Tennessee Looks Better Every Day

September 26th, 2022

New Storm Threatens to Ruin my Fall

Tropical storm preparations continue here at the compound.

Hurricane Ian’s path has wobbled this way and that over the last couple of days. It was headed for Tampa. Then it was headed for the east side of the panhandle, where there is not much to destroy. Then it turned farther east. Now it’s headed for Tampa again. If it hits Tampa and continues on the present path, the eye will come pretty close to me.

The good thing about this, from my limited perspective, is that the winds that hit here will have to go across a tremendous amount of land first. Land kills storm winds.

Hurricanes circulate counterclockwise, so when one passes near you, you know the directions the wind will take as it goes by. If it passes on the west, as Ian is expected to, the first winds will be from the east, and they will be weakened because they will have to cross Florida twice; first from the Gulf to the east and then from the east to me. After that, there would be southern winds, also weakened, because they will have to come up the middle of the state. Finally, there would be west winds. They would have less resistance, because they would only have to cross from the west coast.

I think the big questions are 1) how wide is the storm, and 2) how strong will it be, generally, when it makes its closest approach to me.

In 2017, Irma spent a lot of time over land before it came near me, but it was very strong when it came ashore, at over 140 mph. It had a hurricane-force wind swath about as wide as Florida until it was about 100 miles south of me, and the tropical-storm-force field was over 5 times the width of the state even after it passed me.

Ian (which Fox is calling a “monster”) looks like it will be much smaller. When Irma was at the stage where Ian is now, it was much, much wider. If Ian stays smaller, the tropical-storm-force band will be narrower and will also have speeds that drop off faster with distance from the eye.

Right now, Tampa’s forecast calls for 80 mph sustained winds, tops, making Ian a Category 1 storm when it hits the coast. That isn’t consistent with other claims I’ve seen. Some news sources say it will be a Category 4. It’s hard to know who is telling the truth because journalists and meteorologists lie about hurricanes so much.

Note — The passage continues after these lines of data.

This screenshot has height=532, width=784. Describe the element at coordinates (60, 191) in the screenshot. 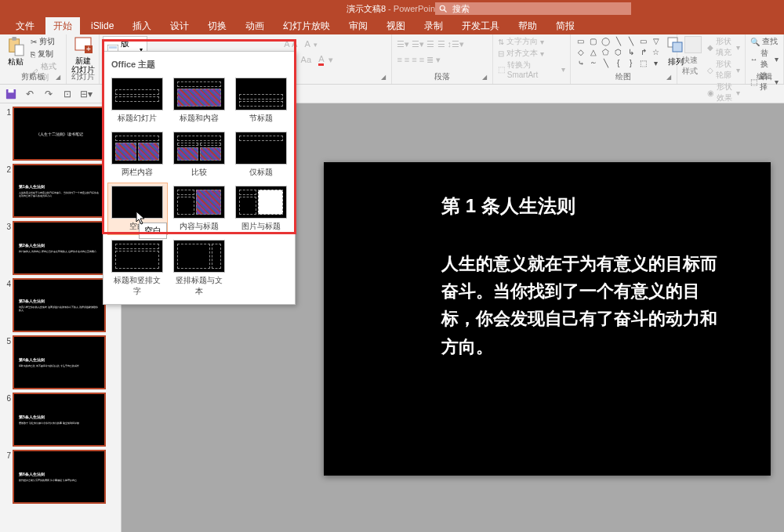

I see `thumbnail-2: 2第1条人生法则人生的意义就在于为有意义的目标而奋斗。当你找到了一个有意义的目标…` at that location.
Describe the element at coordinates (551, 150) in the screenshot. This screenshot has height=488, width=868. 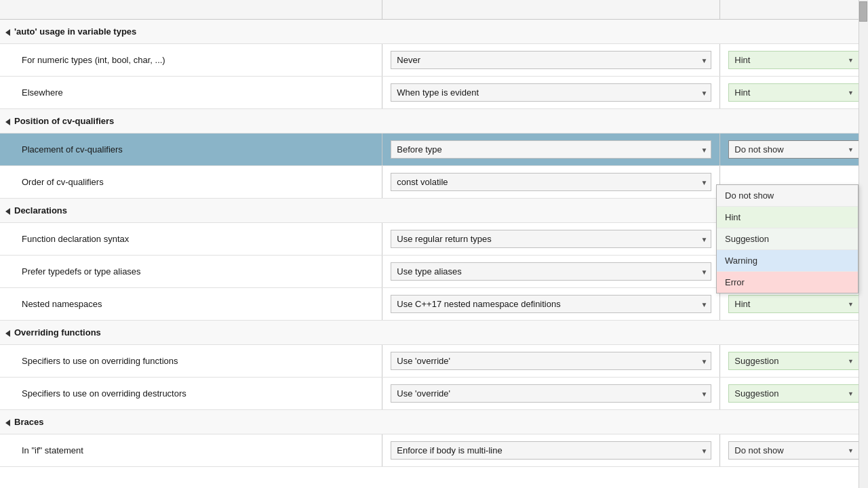
I see `row-preference: Before type▼` at that location.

The National Hurricane Center is fairly neutral, so I’m checking their site. They say Ian will DECREASE in intensity after it hits Cuba, so it appears the Cat 4 story is just another media lie. Here’s what they say:

The NHC intensity forecast calls for Ian to become a major hurricane before it reaches western Cuba early Tuesday. It is then forecast to reach its peak intensity over the southeastern Gulf of Mexico in 36 h. After that, southwesterly shear in association with a deep-layer trough over the eastern U.S. is forecast to significantly increase over the hurricane on Wednesday and Thursday, which will likely disrupt the vertical structure and import drier air into its circulation.

They think it will hit land with winds of about 85 mph, and the center of the probability cone is right around Tarpon Springs, about 15 miles north of Tampa.

If this is more or less what happens, things shouldn’t be too bad here. It sounds much better than what the professional liars are saying. I don’t want a Category 4 storm landing 100 miles away.

Anyway, I have propane, a big cooler, water, and as of this afternoon, a generator that sort of works. I should be able to have hot food and refrigeration for two or three days.

I have not finished my tractor fork project. I don’t know if I will get it done by the time the storm comes. I ordered myself a set of clamp-on forks just in case. I need them anyway because they will turn my tractor in to a fairly decent forklift. Brush forks can sometimes be used for forklift duty, but sometimes they won’t fit whatever you’re trying to lift.

Hope I don’t end up bathing in the pool again. Prayers for me and the other people in the cone would be appreciated.